"I don't know," said Penelope. "We're so used to this one."

Mrs. Corey looked a little baffled, but she said sympathetically, "Of course, you will be sorry to leave your old home."

Mrs. Lapham could not help putting in on behalf of her daughters: "I guess if it was left to the girls to say, we shouldn't leave it at all."

"Oh, indeed!" said Mrs. Corey; "are they so much attached? But I can quite understand it. My children would be heart-broken too if we were to leave the old place." She turned to Penelope. "But you must think of the lovely new house, and the beautiful position."

"Yes, I suppose we shall get used to them too," said Penelope, in response to this didactic consolation.

"Oh, I could even imagine your getting very fond of them," pursued Mrs. Corey patronisingly. "My son has told me of the lovely outlook you're to have over the water. He thinks you have such a beautiful house. I believe he had the pleasure of meeting you all there when he first came home."

"Yes, I think he was our first visitor."

"He is a great admirer of your house," said Mrs.

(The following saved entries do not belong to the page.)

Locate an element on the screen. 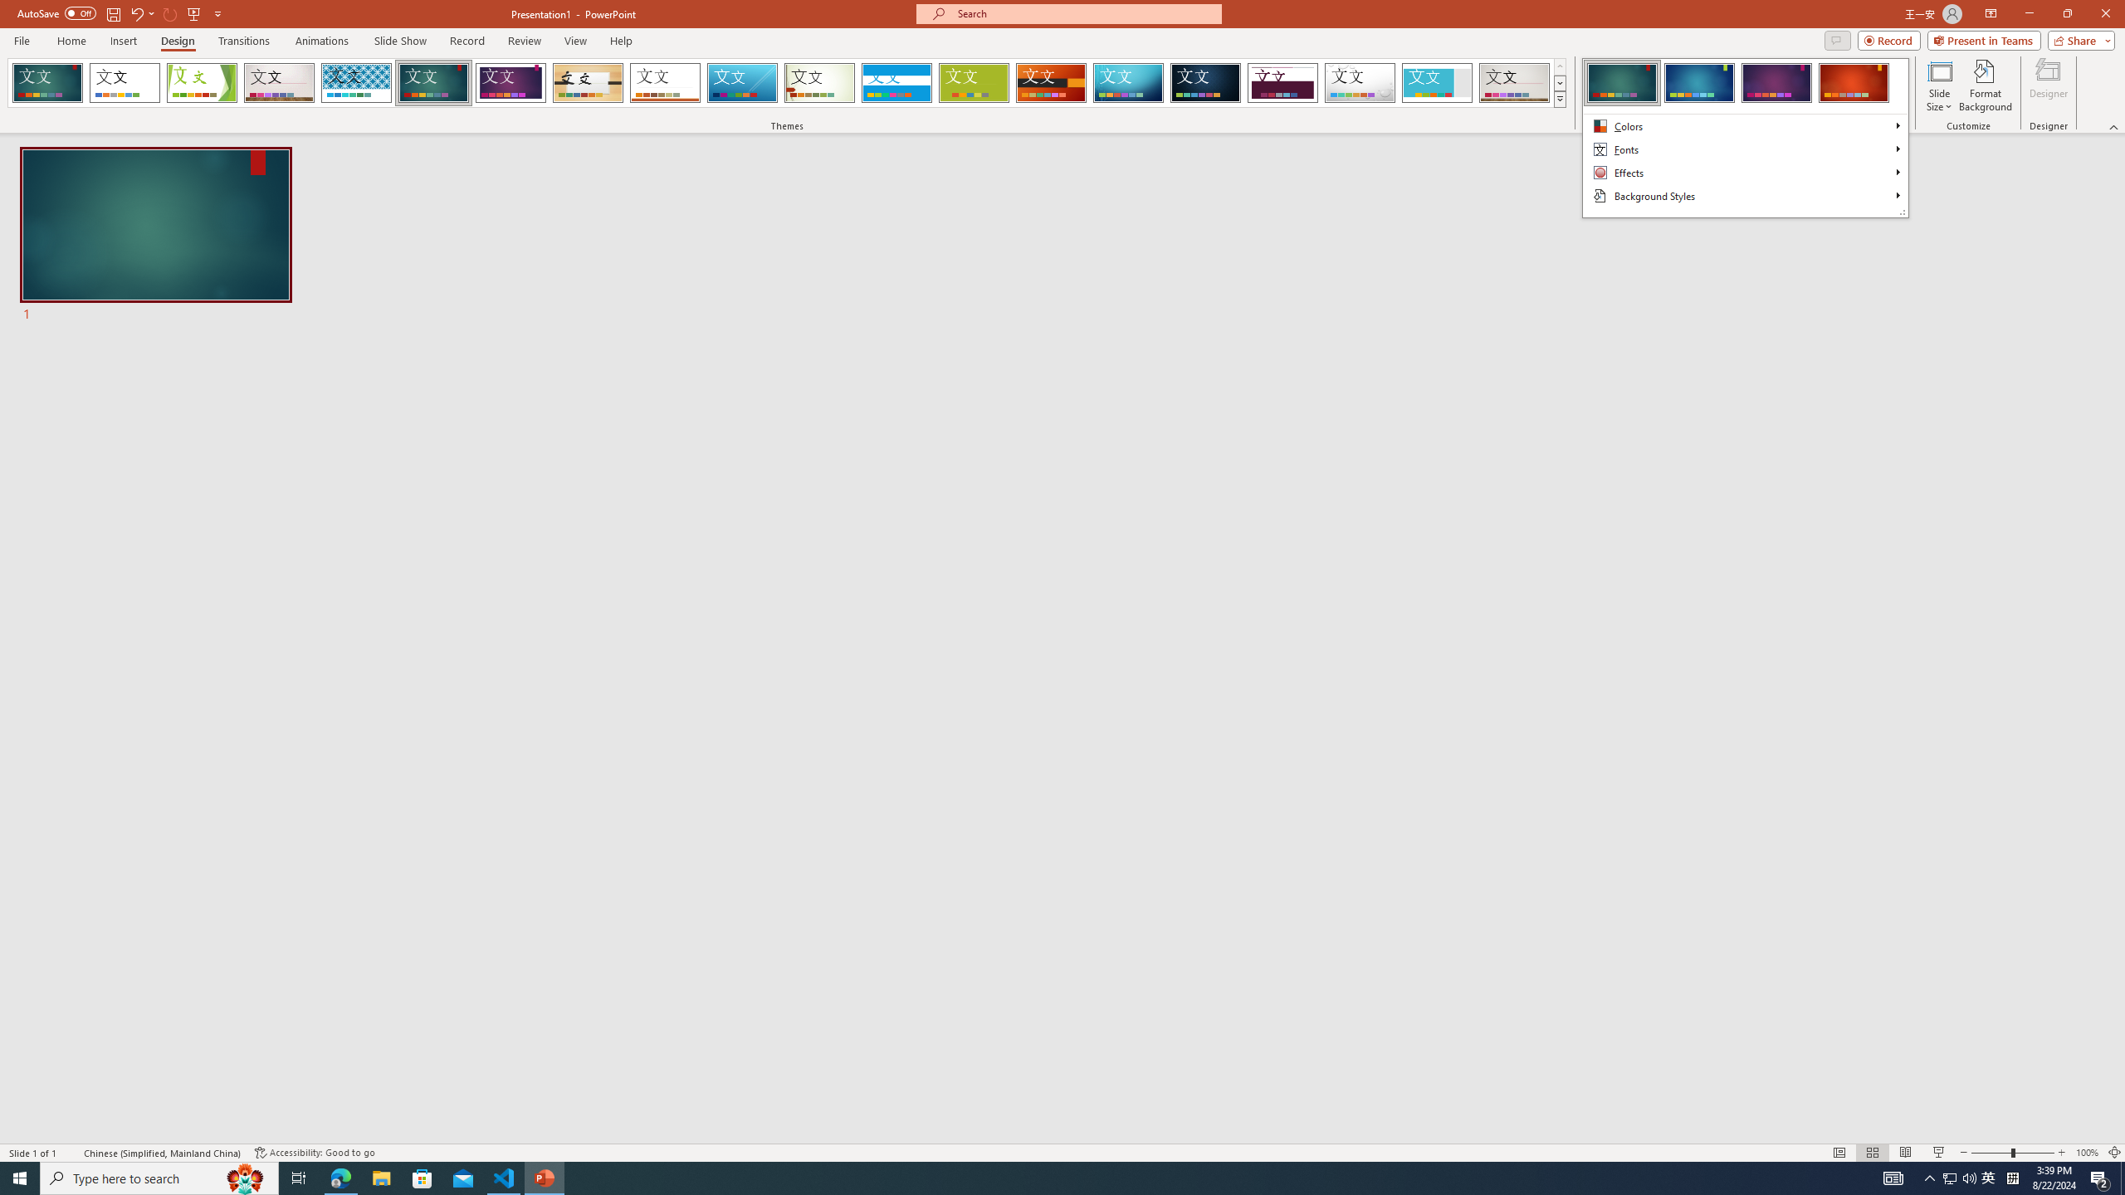  Dividend Loading Preview... is located at coordinates (1283, 83).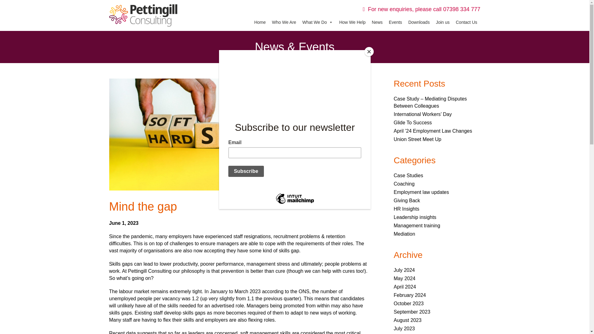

Corey, keeping her eyes very sharply, however politely, on Penelope's face, as if to surprise there the secret of any other great admiration of her son's that might helplessly show itself.

"Yes," said the girl, "he's been there several times with father; and he wouldn't be allowed to overlook any of its good points."

Her mother took a little more courage from her daughter's tranquillity.